1. Skip to content
  2. Skip to main menu
  3. Skip to more DW sites

New Delhi elections test for Modi

February 7, 2015

Voters in the Indian capital, New Delhi, have been casting ballots in local elections seen as a test of the popularity of the ruling Bharatiya Janata party under PM Narendra Modi. Corruption is a key issue at the polls.

https://p.dw.com/p/1EXZY
Indien Wahlen Arvind Kejriwal
Image: picture alliance/Anil Shakya

Saturday's local elections to choose the city's chief minister are being mainly contested by the Hindu nationalist Bharatiya Janata Party (BJP) of Prime Minister Modi and the two-year-old anti-corruption Aam Aadmi (Common Man) Party (AAP).

Pre-election polls showed BJP candidate Kiran Bedi, India's first high-ranking female police officer, trailing AAP leader Arvind Kejriwal, a former income tax official who has campaigned on an anti-graft platform.

More than 13 million people are eligible to vote in the poll to select representatives from a field of 673 candidates to fill the city's 70 legislative assembly seats. Some 50,000 police and paramilitary personnel have been deployed throughout New Delhi to ensure that voting is carried out peacefully.

Upbeat contestants

As they cast their ballots, both main candidates displayed confidence that they would emerge victorious from the elections.

"People want a corruption-free and bribery-free Delhi and I'm hopeful they will vote accordingly," said Kejriwal, who resigned as chief minister of the city last year after just 49 days in the post.

"I am confident the people will win and that the truth will win."

Bedi, a former reality TV show host, was equally positive about her chances.

"Today the people of Delhi have to decide what kind of Delhi they want: Do they want a city that is clean, safe and secure?" she said.

A defeat in the election would be the first major setback for Modi since he took office in May last year, with his BJP easily winning a string of state polls since scoring a landmark victory in national elections in May 2014. Modi himself trounced Kejriwal at the May elections in a contest for the constituency of Varanasi.

Polling stations are to close at 6 p.m. local time (1330 UTC). Ballots are to be counted on Tuesday, with results declared the same day.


- What is expected: Please keep the pictures out and write out exactly the lines from the first in the data below through the one containing "The image size is (778, 346).", both included.

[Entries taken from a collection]
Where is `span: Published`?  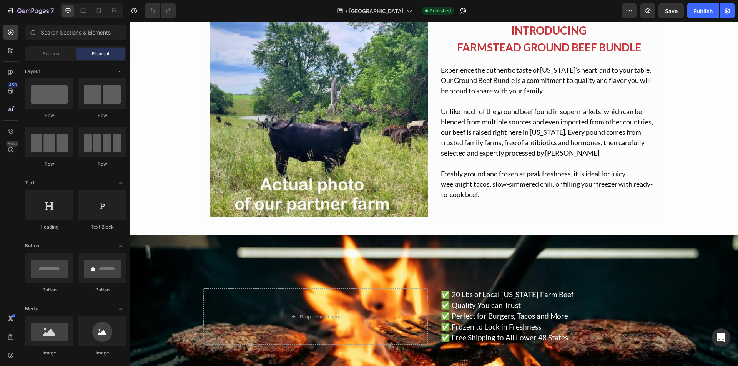
span: Published is located at coordinates (440, 11).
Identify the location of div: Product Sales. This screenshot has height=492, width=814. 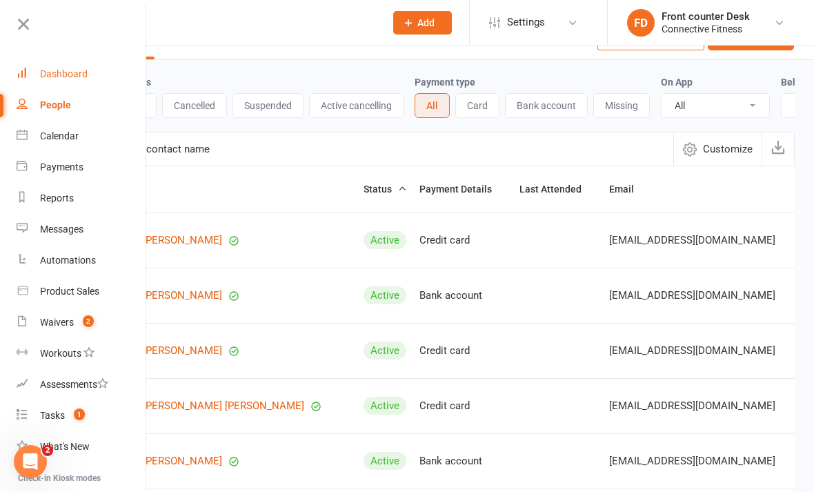
(70, 291).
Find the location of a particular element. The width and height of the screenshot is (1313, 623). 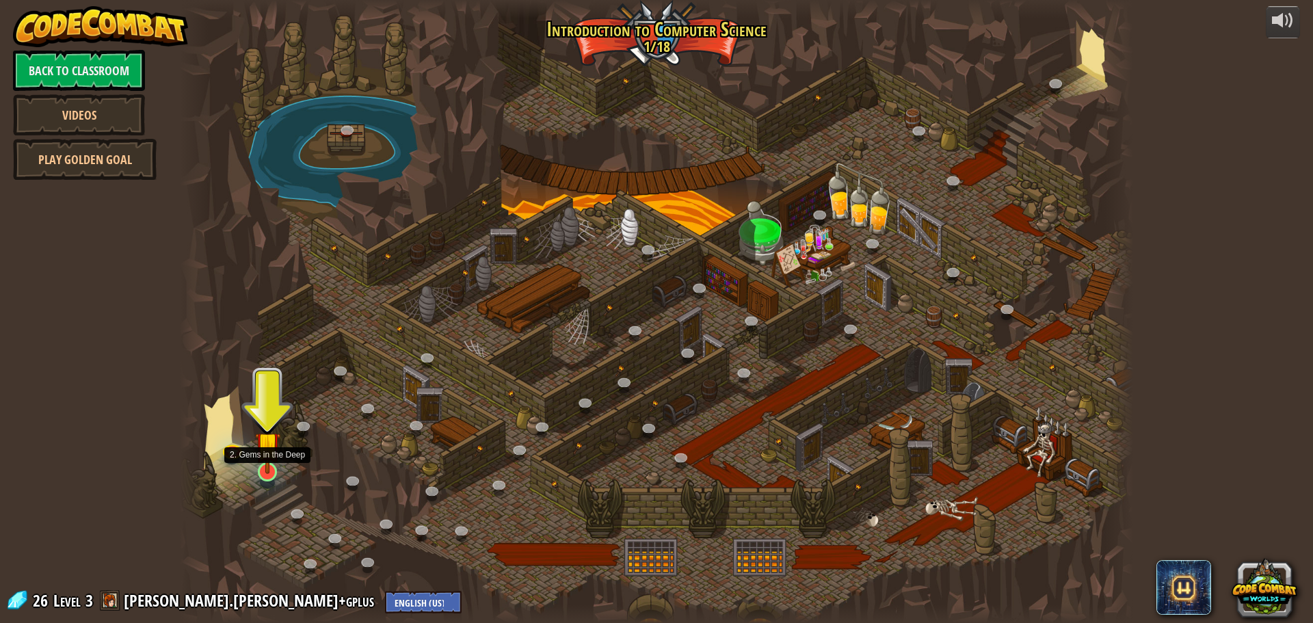

button: Adjust volume is located at coordinates (1283, 22).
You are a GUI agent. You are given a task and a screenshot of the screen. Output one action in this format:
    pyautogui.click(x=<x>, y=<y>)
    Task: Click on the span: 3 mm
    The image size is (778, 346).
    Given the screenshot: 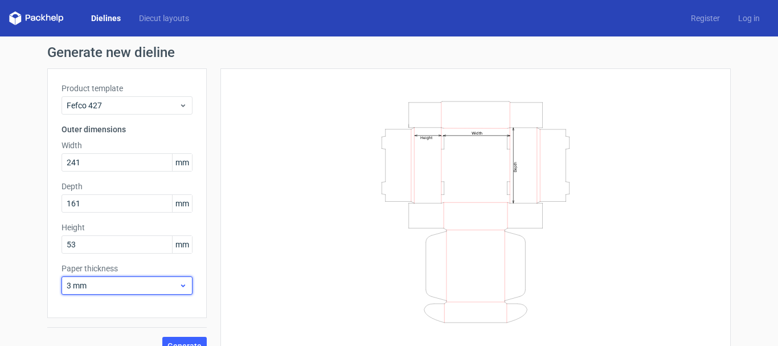 What is the action you would take?
    pyautogui.click(x=122, y=285)
    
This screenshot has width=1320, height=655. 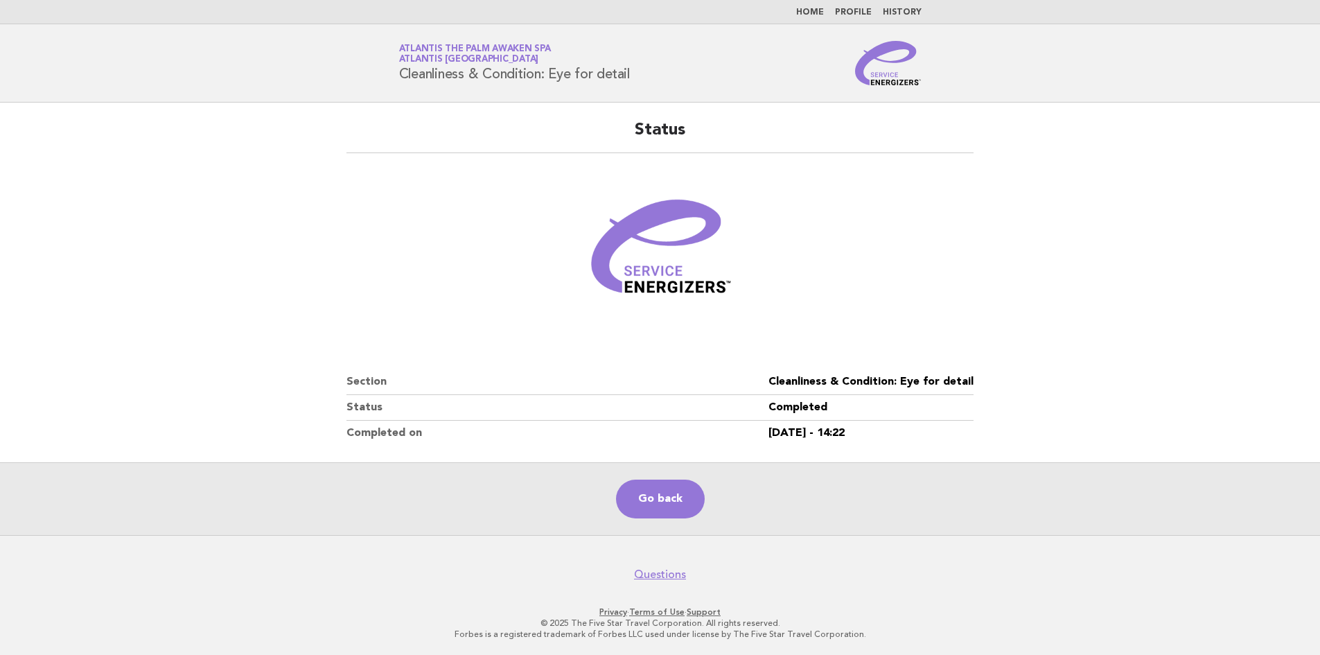 I want to click on dt: Section, so click(x=557, y=382).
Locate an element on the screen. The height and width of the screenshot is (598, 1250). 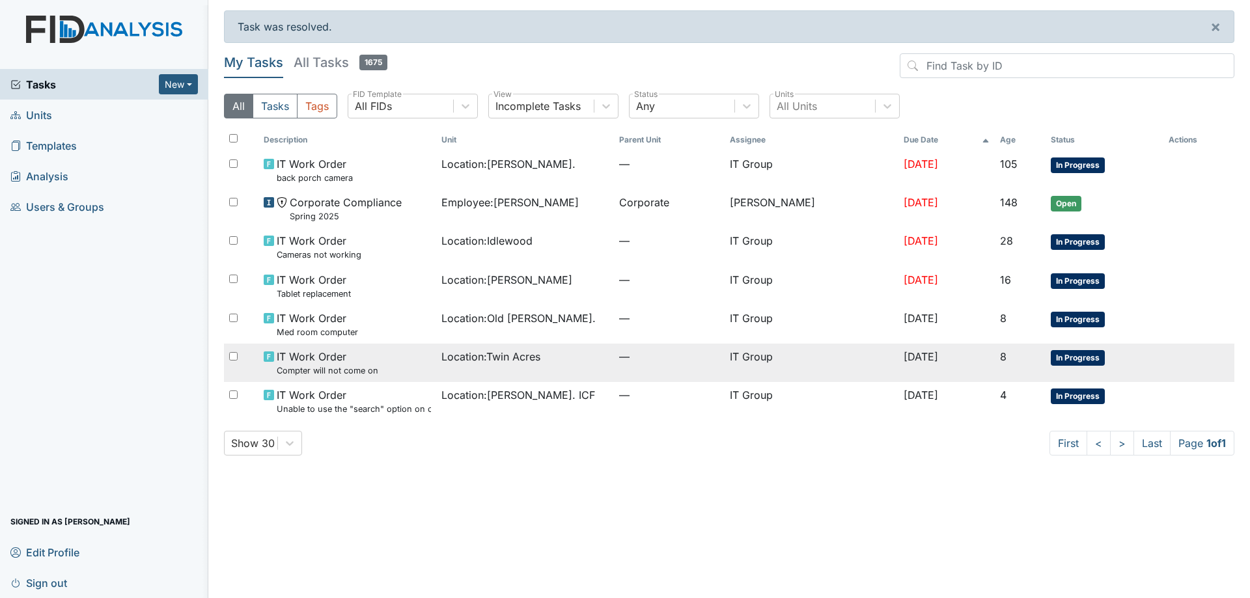
div: Incomplete Tasks is located at coordinates (538, 106).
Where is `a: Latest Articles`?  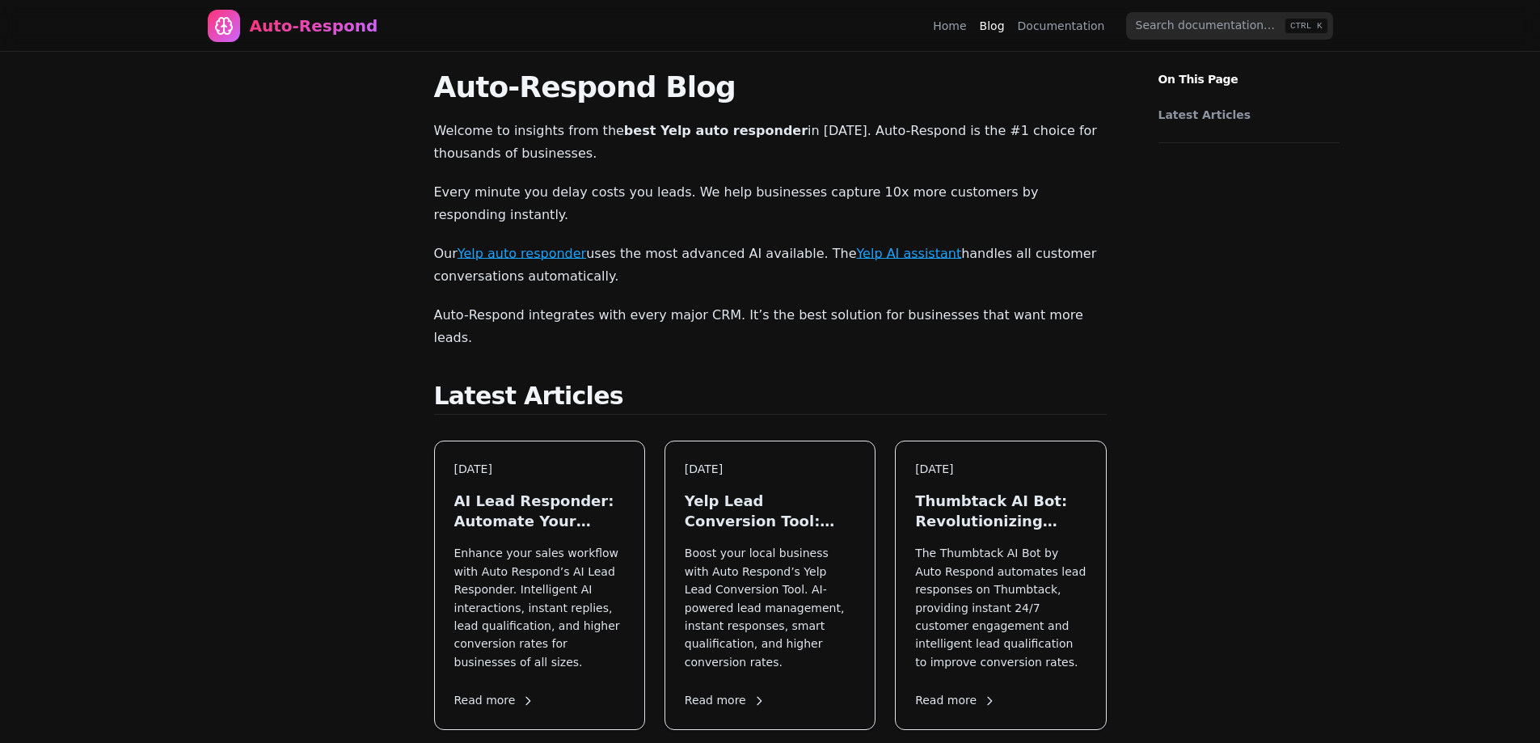
a: Latest Articles is located at coordinates (1245, 115).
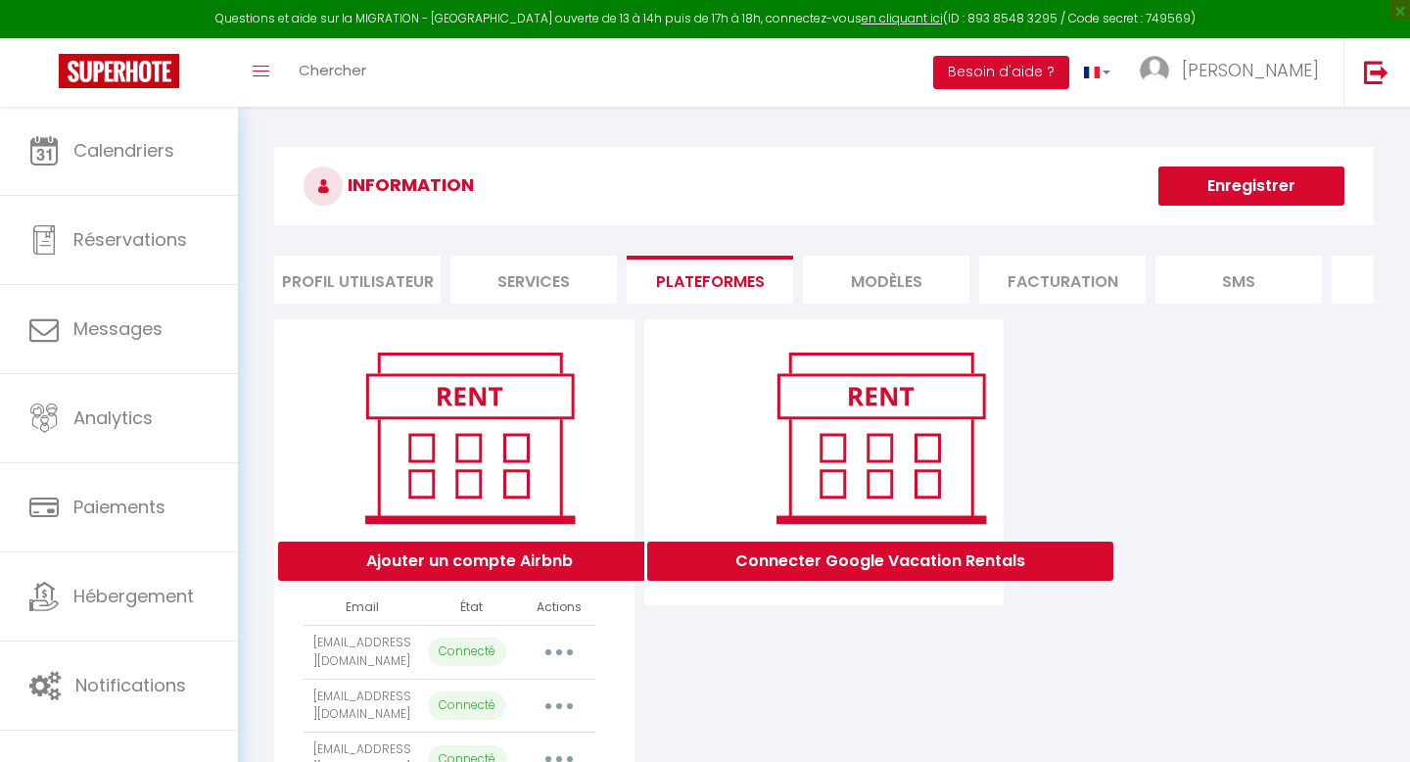 The width and height of the screenshot is (1410, 762). Describe the element at coordinates (130, 685) in the screenshot. I see `span: Notifications` at that location.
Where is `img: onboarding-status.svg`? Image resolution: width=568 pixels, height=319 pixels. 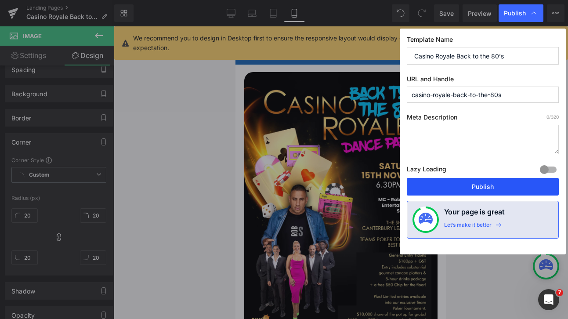 img: onboarding-status.svg is located at coordinates (426, 220).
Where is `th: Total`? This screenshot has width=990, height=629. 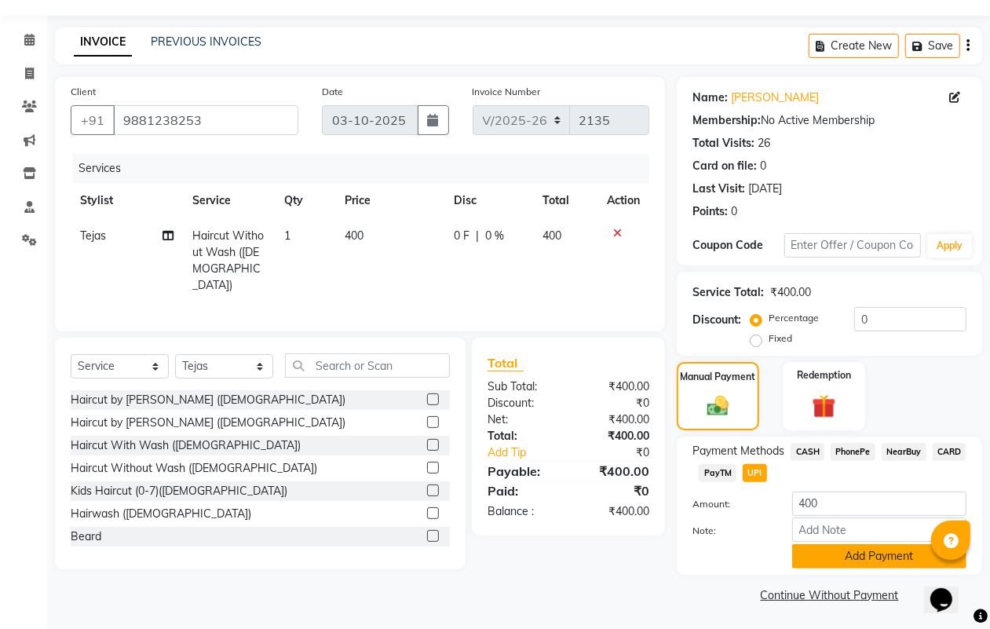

- Answer space:
Where is `span: Published`?  
span: Published is located at coordinates (440, 11).
Identify the location of div: Product Sales. This screenshot has height=492, width=814. 
(70, 291).
Find the location of a particular element. The width and height of the screenshot is (1313, 623). 

button: Adjust volume is located at coordinates (1283, 22).
You are a GUI agent. You are given a task and a screenshot of the screen. Output one action in this format:
    pyautogui.click(x=<x>, y=<y>)
    Task: Click on the span: 3 mm
    The image size is (778, 346).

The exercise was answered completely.